What Was Already Falling Apart Before the Report
The dissolution didn’t come out of nowhere. The BCB had been under sustained pressure for months. The sports ministry had publicly questioned the validity of the October 2025 elections. Bangladesh’s absence from the recent men’s T20 World Cup had also drawn real criticism — a painful anomaly for a side that had historically punched at that level. Allegations of political interference and favouritism inside the BCB had been circulating openly.
The board was already hemorrhaging directors. Four resigned last week alone. That brought the total of director resignations since January 2026 to six — a statistic that, on its own, indicated how badly the internal dynamics had broken down.
As recently as Sunday — the same day the committee submitted its report — Aminul’s response was to dig in, declaring he was determined to stay on as BCB president. Aminul framed the situation as turbulence to be weathered rather than a reckoning to be faced. The government moved faster than he apparently expected.
Bangladesh Cricket’s Governance Problem Isn’t New — But the Fix Has to Be
The events around the October 2025 elections didn’t emerge from nowhere either. Bangladesh cricket’s administrative history is marked by political interference, factional disputes and fog around how decisions get made. The BCB’s 2012 election cycle, for instance, produced a board so contested that a faction of councillors attempted to hold a parallel AGM. Earlier, in 2010, a government-backed candidate’s installation as BCB president sparked open revolt among district associations — a dispute that took months and ministerial intervention to settle.
The BCB has operated in an environment where cricket and politics overlap in ways that most established cricket boards have moved past — or at least gotten better at obscuring.
What the Asaduzzaman committee did was something relatively rare in South Asian cricket governance: it put together a documented, specific, quote-and-article-cited account of how an election went wrong. The findings reference constitutional articles, interview witnesses, cross-check timelines and name individuals. That’s not always how these things go. The Pakistan Cricket Board’s internal review following the 2018 elections, by contrast, produced a report that named no individuals, cited no constitutional articles and recommended no specific disciplinary measures. It was widely described by Pakistani journalists at the time as designed to soak up pressure rather than put names to the problem.
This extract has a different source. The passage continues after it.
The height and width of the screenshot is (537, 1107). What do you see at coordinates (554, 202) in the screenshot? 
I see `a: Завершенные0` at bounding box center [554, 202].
One reporter covering the PCB beat in Lahore noted that the findings were essentially a summary of what everyone already knew, stripped of anything actionable.
Whether the findings lead to actual structural reform — elections that are genuinely free, councillor processes that can’t be gamed by a sitting president, e-voting systems with real confidentiality protections — depends entirely on what happens in the next three months and who wins the fresh elections. Tamim steps into the role as one of Bangladesh’s most beloved cricketers. That earns him goodwill. He’ll need more than that. But goodwill doesn’t rewrite constitutions or prevent the next Aminul from finding the same loopholes.
Afghanistan Cricket Board offers an instructive parallel. When a reform-minded administration took over in 2019 following a governance crisis, it inherited widespread goodwill — and a structural environment in which the same pressure points remained exploitable. Within two years, oversight of player contracts and selection had drifted back into informal networks. The constitution hadn’t changed. The incentives hadn’t changed. Only the faces had.
The BCB constitution’s Article 9.3.3 was already there in black and white — and it still didn’t stop what happened. The paper exists. The enforcement never did.